When Jennifer DeCesari learned that she was about to deliver her baby at 28 weeks, her first reaction was to say, “I’m a preemie, too. Everything will be OK.”
But now, DeCesari sees in her daughter’s struggles reminders of her own painful childhood. And she has found that everything is not OK.
DeCesari was born in Boston in 1978 at 30 weeks’ gestation, weighing just over 3 pounds. She was socially immature, physically weak and uncoordinated until high school — a scared, awkward little girl who got so lonely at lunchtime that she’d talk with her mother on a pay phone.
“I see similar things in my daughter,” DeCesari says now. Arianna was born in March 2006 weighing just under 3 pounds. Despite a comparatively easy time in the neonatal intensive care unit — the baby needed a ventilator for only 18 hours –– Arianna has had a hard time growing since she came home. She got sick immediately, required two hospitalizations and fell prey to every bug that wafted by.
DeCesari could not leave her job as a computer programmer because she held the health benefits for the family. To keep Arianna away from the germs in day care, she spent her salary on a nanny. Eventually her husband, Shawn, got a job with benefits and DeCesari left hers.
Meanwhile the little girl developed severe reflux and to this day has difficulty eating. At age 3, Arianna is physically fragile and very tiny: at her June checkup she measured 33 inches tall, and weighed 26½ pounds. She didn’t walk until she was 1½ and today still has to crawl to get up the stairs. She has asthma and catches colds easily. She has a stutter.
“She gets sick a lot,” DeCesari says. “Every single time she gets a cold she doesn’t eat for a week. They’ll weigh her, they’ll look at me, ‘She’s lost more weight.’ … Frequently she’s off the [growth] chart, not even on the chart. No matter what I pump into her she doesn’t gain any weight.”
Now DeCesari, who lives in Cumberland, is wrangling with the school system to get services for Arianna, facing long waiting lists for programs such as speech therapy. But Arianna is bright, already able to read.
Looking ahead to Arianna’s school days, DeCesari says, “She’ll be emotionally behind all the children her age, making her a target for teasing, and will have some attention and focusing problems. … I don’t see her childhood being an easy one.”
But DeCesari remembers that once she got to high school, her own social problems improved. She did well academically and attended college. She thinks prematurity hasn’t affected her adult life, except for some vision problems. And she hopes Arianna will be as fortunate.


**TASK ITEM**
Output exactly the lines below, starting with the line that has "You are a GUI" and going on through the line that has "The width and", both included, and no other lines.

**PROVIDED MATERIAL**
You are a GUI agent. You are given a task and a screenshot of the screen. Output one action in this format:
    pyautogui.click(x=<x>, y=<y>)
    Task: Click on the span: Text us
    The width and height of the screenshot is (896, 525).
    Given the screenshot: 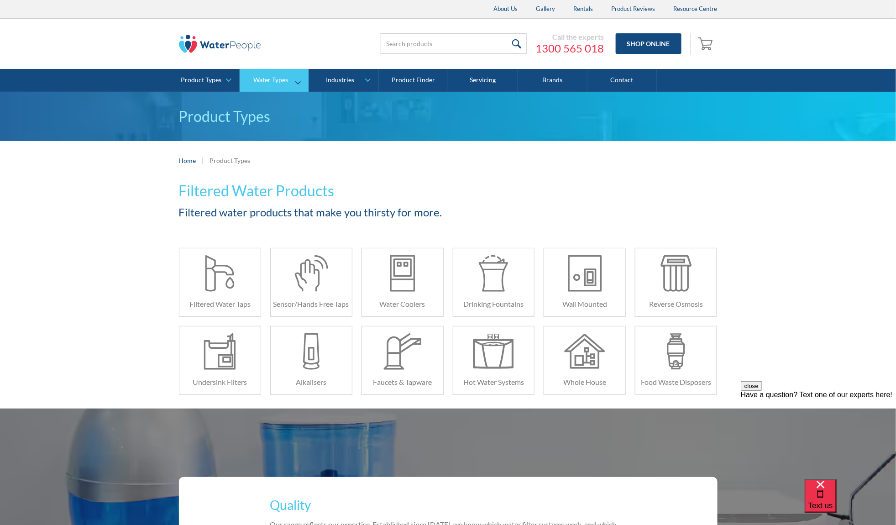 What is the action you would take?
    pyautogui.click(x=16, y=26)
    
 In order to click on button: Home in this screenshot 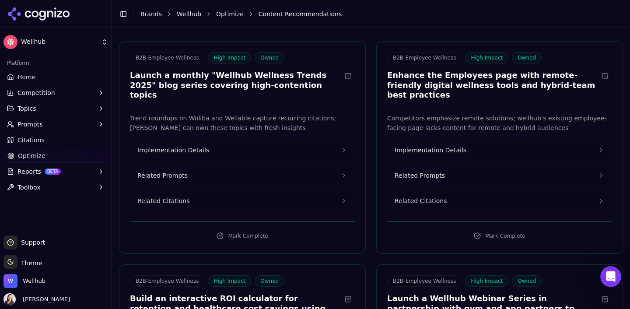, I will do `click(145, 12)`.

* * *

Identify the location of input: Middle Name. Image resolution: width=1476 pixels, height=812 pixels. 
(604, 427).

**EXERCISE SOLUTION**
You are a GUI agent. You are given a task and a screenshot of the screen. Output one action in this format:
    pyautogui.click(x=<x>, y=<y>)
    Task: Click on the span: Text us
    The width and height of the screenshot is (896, 525).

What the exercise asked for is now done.